English Place-name Society

Survey of English Place-Names

A county-by-county guide to the linguistic origins of England’s place-names – a project of the English Place-Name Society, founded 1923.

Selly Oak

Early-attested site in the Parish of Northfield

Historical Forms

  • Escelie 1086 DB
  • Selle(gh), Selley(e) 1221 Ass 1242 Fees468 1254 Pat 1255 Ass 1292,1323 Ipm 1323 Cl 1327 SR 1403,1416 FF

Etymology

This looks at first like a compound of sele and leah , which might mean 'clearing with a hall or building on it,' but there are two disturbing factors about the name. The first is the sc in DB, which looks as if the initial sound of the name had originally been OE  sc rather than s . The second is that in the Curia Regis Rolls for 1204 (Salt Soc. ed.) we have one Gervase de Selvele , alternatively called Gervase de Selleg , bringing an action against one Bernard de Frankele , Frankley and Selly are very near, and there is no Shelley from earlier Shelf - or Shelveley nearer than Ess, Sx or Sf. It is difficult to avoid the conclusion therefore that here we have really an OE  scylflēage , 'clearing on the scylf or shelf of land.' As the ground is much broken here that seems to be a possible suggestion from the topographical point of view. In quite modern times the word Oak was suffixed to the name of the manor. Tradition has it that the place took its additional name from a prominent oak- tree within the village.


Exercise description
Nothing but the lines holding the string "JSON" should appear in the answer. Copy them from the entries.
++++ Information provided ++++
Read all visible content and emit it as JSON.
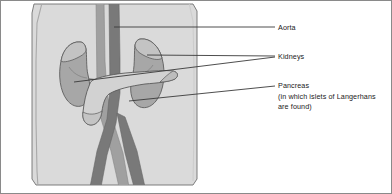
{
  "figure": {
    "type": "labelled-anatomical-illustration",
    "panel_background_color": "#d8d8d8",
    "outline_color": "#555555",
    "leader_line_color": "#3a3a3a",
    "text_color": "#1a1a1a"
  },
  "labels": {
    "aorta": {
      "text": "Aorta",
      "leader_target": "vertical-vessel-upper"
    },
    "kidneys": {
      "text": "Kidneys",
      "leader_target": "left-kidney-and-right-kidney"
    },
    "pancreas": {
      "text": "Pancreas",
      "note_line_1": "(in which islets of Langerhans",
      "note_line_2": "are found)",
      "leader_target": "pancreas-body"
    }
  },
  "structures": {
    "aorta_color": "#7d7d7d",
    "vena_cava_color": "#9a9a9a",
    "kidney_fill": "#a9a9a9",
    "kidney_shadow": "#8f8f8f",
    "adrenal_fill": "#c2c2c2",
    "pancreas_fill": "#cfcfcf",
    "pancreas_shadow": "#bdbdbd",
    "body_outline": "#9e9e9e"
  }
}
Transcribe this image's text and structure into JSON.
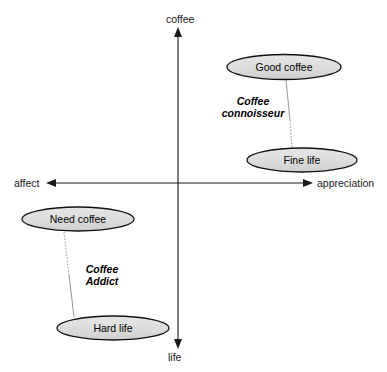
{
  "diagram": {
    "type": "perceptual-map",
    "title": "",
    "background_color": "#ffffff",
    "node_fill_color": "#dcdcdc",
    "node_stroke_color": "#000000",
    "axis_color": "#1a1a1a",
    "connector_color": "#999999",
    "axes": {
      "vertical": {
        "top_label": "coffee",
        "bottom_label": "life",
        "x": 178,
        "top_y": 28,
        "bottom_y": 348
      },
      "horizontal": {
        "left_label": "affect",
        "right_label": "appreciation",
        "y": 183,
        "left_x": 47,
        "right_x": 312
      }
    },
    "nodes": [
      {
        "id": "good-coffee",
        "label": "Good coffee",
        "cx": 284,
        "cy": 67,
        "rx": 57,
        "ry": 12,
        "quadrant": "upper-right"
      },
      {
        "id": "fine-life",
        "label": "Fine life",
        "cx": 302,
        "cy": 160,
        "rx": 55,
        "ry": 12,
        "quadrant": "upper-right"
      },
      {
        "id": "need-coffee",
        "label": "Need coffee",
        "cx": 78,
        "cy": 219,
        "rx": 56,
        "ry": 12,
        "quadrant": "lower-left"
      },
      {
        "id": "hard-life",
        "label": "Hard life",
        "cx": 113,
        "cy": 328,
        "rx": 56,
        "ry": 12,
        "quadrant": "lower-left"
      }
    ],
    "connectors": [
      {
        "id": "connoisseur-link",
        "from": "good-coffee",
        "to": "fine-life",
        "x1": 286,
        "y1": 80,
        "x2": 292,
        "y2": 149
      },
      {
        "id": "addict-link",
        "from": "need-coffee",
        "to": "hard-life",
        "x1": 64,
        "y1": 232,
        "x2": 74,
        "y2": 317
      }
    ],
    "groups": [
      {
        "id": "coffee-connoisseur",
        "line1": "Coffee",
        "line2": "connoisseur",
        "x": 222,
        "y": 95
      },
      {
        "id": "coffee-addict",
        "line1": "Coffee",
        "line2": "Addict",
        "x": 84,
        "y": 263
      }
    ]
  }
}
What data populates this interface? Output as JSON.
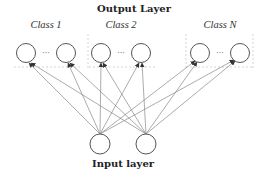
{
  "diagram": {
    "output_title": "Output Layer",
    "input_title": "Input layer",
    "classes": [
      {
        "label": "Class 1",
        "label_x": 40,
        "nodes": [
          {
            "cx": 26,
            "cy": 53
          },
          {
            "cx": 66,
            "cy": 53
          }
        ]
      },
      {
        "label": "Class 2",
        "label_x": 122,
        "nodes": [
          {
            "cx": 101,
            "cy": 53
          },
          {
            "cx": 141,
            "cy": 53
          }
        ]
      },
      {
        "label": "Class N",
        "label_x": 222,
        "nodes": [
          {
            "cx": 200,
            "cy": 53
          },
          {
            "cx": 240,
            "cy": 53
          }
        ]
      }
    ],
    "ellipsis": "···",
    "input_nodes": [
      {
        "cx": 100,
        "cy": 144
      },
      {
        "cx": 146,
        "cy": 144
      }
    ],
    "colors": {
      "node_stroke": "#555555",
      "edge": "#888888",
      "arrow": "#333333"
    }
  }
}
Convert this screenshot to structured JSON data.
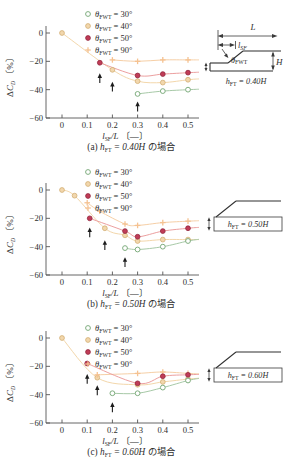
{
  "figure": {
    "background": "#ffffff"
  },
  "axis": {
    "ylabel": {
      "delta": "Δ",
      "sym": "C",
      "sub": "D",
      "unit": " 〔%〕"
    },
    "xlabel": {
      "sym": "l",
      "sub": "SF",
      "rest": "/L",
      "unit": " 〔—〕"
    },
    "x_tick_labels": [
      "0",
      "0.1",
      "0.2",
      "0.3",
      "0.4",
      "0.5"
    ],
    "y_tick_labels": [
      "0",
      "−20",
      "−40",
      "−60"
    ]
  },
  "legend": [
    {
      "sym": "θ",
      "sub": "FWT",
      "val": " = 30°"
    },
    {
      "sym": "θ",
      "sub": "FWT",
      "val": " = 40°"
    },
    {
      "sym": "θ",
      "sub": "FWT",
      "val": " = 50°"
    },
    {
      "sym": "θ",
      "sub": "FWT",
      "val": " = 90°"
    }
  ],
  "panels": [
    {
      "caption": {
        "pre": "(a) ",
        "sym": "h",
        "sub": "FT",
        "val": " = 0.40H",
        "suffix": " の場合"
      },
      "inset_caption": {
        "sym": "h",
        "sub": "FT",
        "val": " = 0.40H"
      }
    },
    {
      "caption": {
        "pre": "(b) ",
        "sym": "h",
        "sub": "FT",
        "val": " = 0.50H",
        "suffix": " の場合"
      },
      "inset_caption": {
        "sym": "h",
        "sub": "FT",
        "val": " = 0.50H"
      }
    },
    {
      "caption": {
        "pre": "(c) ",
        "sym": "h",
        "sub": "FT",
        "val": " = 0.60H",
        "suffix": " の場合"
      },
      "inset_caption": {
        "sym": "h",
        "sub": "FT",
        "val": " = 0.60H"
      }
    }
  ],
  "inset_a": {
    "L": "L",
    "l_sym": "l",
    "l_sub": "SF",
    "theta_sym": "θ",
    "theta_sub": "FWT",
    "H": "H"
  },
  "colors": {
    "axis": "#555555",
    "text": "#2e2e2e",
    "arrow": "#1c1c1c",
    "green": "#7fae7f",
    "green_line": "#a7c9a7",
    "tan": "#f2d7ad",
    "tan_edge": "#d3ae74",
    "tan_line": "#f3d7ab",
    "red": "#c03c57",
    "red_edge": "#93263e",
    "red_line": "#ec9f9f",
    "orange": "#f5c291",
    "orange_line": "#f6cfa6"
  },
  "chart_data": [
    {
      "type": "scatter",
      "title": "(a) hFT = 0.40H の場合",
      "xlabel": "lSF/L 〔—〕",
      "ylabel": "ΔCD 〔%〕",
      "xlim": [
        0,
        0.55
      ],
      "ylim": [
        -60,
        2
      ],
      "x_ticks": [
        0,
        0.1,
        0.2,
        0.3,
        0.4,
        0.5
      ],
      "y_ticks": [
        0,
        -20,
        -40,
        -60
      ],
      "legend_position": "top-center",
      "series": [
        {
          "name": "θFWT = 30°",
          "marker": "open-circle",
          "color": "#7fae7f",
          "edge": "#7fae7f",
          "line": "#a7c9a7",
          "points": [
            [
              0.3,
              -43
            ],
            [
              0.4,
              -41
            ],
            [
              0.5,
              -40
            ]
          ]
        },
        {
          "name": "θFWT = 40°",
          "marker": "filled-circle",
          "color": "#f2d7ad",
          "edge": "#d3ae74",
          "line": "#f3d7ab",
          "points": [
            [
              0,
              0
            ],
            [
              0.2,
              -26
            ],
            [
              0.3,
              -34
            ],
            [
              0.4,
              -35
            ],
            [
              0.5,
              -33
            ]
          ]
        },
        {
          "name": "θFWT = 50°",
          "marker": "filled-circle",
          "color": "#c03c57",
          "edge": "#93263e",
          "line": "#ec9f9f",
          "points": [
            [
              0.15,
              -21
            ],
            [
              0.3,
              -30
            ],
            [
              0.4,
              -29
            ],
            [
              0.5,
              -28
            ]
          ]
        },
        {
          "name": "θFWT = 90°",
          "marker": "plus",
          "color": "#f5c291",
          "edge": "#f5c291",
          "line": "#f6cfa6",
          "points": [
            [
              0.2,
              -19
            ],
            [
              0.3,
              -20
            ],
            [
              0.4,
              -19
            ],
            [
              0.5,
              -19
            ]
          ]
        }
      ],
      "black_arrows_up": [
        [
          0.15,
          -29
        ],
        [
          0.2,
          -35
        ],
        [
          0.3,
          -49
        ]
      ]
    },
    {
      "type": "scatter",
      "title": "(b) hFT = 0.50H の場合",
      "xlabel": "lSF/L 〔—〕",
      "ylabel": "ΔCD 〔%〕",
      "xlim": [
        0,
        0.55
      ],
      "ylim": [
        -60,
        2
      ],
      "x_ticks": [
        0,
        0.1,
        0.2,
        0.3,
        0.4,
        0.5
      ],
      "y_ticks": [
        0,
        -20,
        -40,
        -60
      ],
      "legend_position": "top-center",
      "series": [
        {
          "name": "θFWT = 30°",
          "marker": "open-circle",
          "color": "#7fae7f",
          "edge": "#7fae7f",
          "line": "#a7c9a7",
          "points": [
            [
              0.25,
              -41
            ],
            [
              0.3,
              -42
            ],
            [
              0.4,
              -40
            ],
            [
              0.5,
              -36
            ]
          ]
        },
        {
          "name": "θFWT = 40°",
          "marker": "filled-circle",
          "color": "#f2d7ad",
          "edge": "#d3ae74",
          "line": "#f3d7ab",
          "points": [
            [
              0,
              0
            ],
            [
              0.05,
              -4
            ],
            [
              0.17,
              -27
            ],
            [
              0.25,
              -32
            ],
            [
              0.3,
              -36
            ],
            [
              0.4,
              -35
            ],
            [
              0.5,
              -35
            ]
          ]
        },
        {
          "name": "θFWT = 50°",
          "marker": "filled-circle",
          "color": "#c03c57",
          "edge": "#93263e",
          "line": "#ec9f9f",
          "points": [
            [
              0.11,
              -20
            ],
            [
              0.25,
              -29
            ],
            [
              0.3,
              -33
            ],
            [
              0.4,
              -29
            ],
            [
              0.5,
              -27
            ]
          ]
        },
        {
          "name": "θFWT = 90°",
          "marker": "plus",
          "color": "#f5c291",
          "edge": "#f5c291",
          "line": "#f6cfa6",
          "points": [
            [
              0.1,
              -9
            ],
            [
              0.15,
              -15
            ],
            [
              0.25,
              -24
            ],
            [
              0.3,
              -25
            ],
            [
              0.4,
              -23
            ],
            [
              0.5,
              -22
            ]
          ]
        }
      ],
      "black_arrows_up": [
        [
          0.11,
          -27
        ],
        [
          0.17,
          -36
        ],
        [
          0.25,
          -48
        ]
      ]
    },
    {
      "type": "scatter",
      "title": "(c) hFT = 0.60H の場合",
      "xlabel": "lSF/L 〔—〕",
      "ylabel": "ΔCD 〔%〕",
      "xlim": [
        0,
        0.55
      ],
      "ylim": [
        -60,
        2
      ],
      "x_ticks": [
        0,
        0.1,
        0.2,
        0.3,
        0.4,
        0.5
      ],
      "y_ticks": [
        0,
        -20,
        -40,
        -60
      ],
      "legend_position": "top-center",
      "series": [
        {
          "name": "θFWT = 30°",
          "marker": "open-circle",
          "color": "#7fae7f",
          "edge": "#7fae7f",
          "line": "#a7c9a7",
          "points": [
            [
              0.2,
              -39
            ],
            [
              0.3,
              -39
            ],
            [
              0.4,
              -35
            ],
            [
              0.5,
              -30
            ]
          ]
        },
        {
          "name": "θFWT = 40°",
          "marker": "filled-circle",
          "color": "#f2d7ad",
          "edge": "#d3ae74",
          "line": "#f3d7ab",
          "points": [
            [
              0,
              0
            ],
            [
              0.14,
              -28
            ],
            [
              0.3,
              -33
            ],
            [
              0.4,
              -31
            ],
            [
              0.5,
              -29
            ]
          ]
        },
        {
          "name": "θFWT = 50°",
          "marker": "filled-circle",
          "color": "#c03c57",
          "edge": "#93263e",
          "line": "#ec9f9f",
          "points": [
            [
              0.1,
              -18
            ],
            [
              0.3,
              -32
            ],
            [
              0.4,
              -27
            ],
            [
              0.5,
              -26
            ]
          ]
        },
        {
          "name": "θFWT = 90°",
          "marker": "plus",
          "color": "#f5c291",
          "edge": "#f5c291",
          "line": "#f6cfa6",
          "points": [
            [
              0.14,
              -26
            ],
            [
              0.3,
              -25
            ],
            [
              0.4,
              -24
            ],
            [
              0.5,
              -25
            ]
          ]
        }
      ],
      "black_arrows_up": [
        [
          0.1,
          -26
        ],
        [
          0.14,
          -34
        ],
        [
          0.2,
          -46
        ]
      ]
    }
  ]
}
++++
Output below
Read all visible content and emit it as JSON.
Transcribe this image's text and structure into JSON.
What data populates this interface? Output as JSON.
Convert this screenshot to structured JSON data.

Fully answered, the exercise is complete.